Holy Ghost Campground
I spent the past three days at Holy Ghost Campground in the Pecos mountains, hiking with Preston and Laurel and Francis and Pink and talking and not talking about Christianity and weddings and crowd surfing and disappointment and universes expanding and the collapsing of dreams and the black holes and big bangs that we are.
Shooting star contests: "Who's gonna see one first?"
"Me," I said, staring straight at Pres — he's a constellation. I see meteorites pass through his atmosphere and burn with all the beauty of a campfire. I know it's a struggle to feel the warmth of the suns inside of him, sometimes, when the wind blows too hard on the flame, or too much kindling and too many pine needles or too many platitudes or too much crowbarring of another person's faith threatens to choke the flow of oxygen to our stargaze.
It doesn't mean God's not present, sometimes. It's just appropriate to stop talking about it. Stop forcing conversations. Stop clogging possibilities with torn-out pages of how-tos suffocating as innerant insofar as they suit you. Like a prospectus about how "you, too, can learn to see everything from the perspective of my upper hand."
I spent the past three days at Holy Ghost Campground, with no cell service. May as well have been three days in a tomb. Scared a couple of friends who didn't know I left into showing up on the doorstep afraid that maybe I had said "yes" to an invitation from death. And so I know that I am loved, and they may have wept like Mary Magdelene when the grave released my texts.
All I know is that Christ is alive in people no matter how blasphemous we get.
Listen, if you're watching this — if I can dig myself out from underneath the fear of pressing publish, if I can risk myself for the sake of something I still love: is there still space for me? is the seed dead yet? is the burial process really something I can trust? — then take my hand.

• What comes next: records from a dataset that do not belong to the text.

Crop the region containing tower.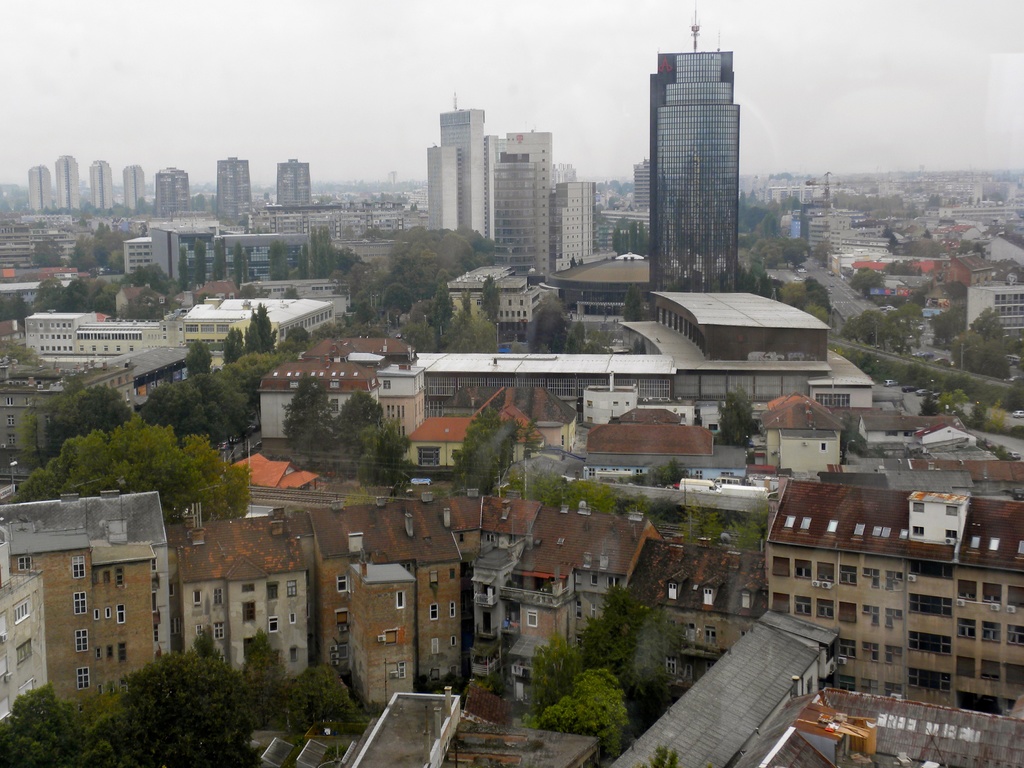
Crop region: (220,158,250,228).
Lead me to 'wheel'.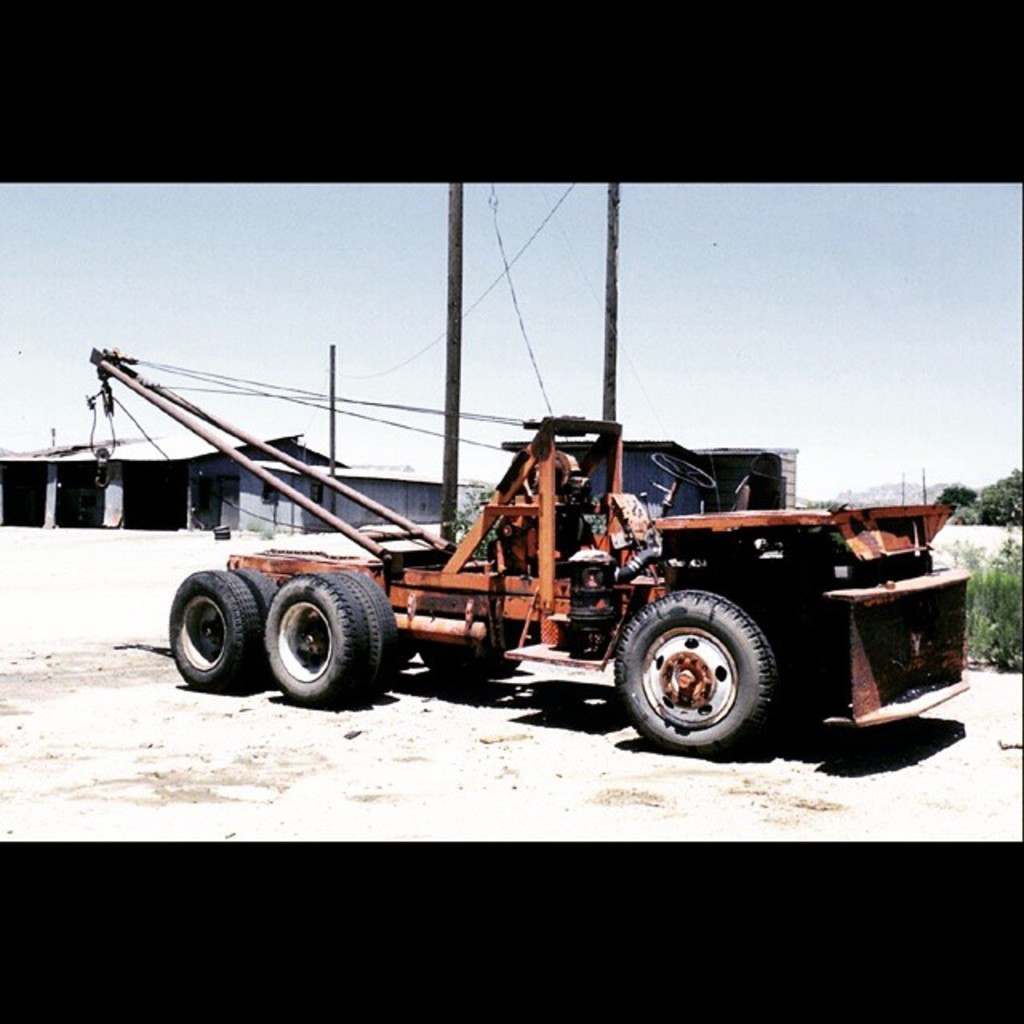
Lead to x1=616 y1=586 x2=795 y2=739.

We are solar systems. There are light years in your eyes.
I have seen visions. I have dreamed dreams. I have grown into a man old enough to watch young men do the same thing. I have witnessed the prophecies of daughters — voices ablaze with a song to sing. I have been the recipient of miracles.
I have watched the future walk away from me.
And I hope that she will not become a pillar of salt, no matter how badly I want to be looked back at. I wanted to catch every crystal. We are not flavorless, but I wish that I had not taken the taste for granted.
You are the light of the world. You are the light. You are, and I am, and there will be ghosts.
We'll find them in corners we forgot to appreciate. Hear them asserting themselves on the quiet nights, in the rafters, presenting their absence on Christmas morning, when we find ourselves celebrating the breath of God with an exhale, remember when we returned to dust, haunted by "shoulds" and "should have nots" and confused as to how we completely lost ourselves in the process of trying to do the right thing.
Like preaching grace from a stage whose mouthpieces don't practice it — not so much because they don't want to (really: who doesn't?), but because they don't know how to receive or rest in it, themselves.
You've got to cloud projection with self-assurance and hierarchy if mercy starts to sound like death instead of incarnating itself to hallow the gates of hell.
Well, I've been working on my morning pages, praying prayers between drinks, bunkered down inside a constant civil war between my heart and my head over the words "enough" and "more" and a body that is trapped, waving a white flag, like:
"Enough, I can't take much more of this."
Christ the broken-hearted. Christ the forced. Christ the undefended. Christ the remorse. Christ the cosmic. Christ the ghost. Christ the comforter. Christ the stranger inside of your own home. Christ the weakness. Christ the unheard. Christ the co-suffering servant of the under-served. Christ the husband. Christ the wife. Christ the indistinguishable breath of all of life. Christ the patient. Christ the dove. Christ the clockless unmechanicle timelessness of love. Christ the real, and right now, and here (the only time and place in which eternity draws near).
I fell in love with you as a child, and then I watched you disappear and then, like scales falling off of my eyes, I realized that the shadows were bigger than the monsters that I couldn't help but fear. (But hindsight doesn't rewind the years the foxes ran rampant in the garden, spoiling vineyards, does it, dear?)
I never quite knew how to dance on top of graves (let alone: grapes). Their dead always seemed to keep a grip around my ankle. Maybe I didn't understand what it really meant to ferment. Did I underestimate how much new wine our skins could take before they burst?
"Over" is a word dependent upon a time-piece of which Love knows nothing.
I tried not to watch the clock at Holy Ghost. The shooting star contest.
Hope might be the heaviest thing we'll ever have to carry.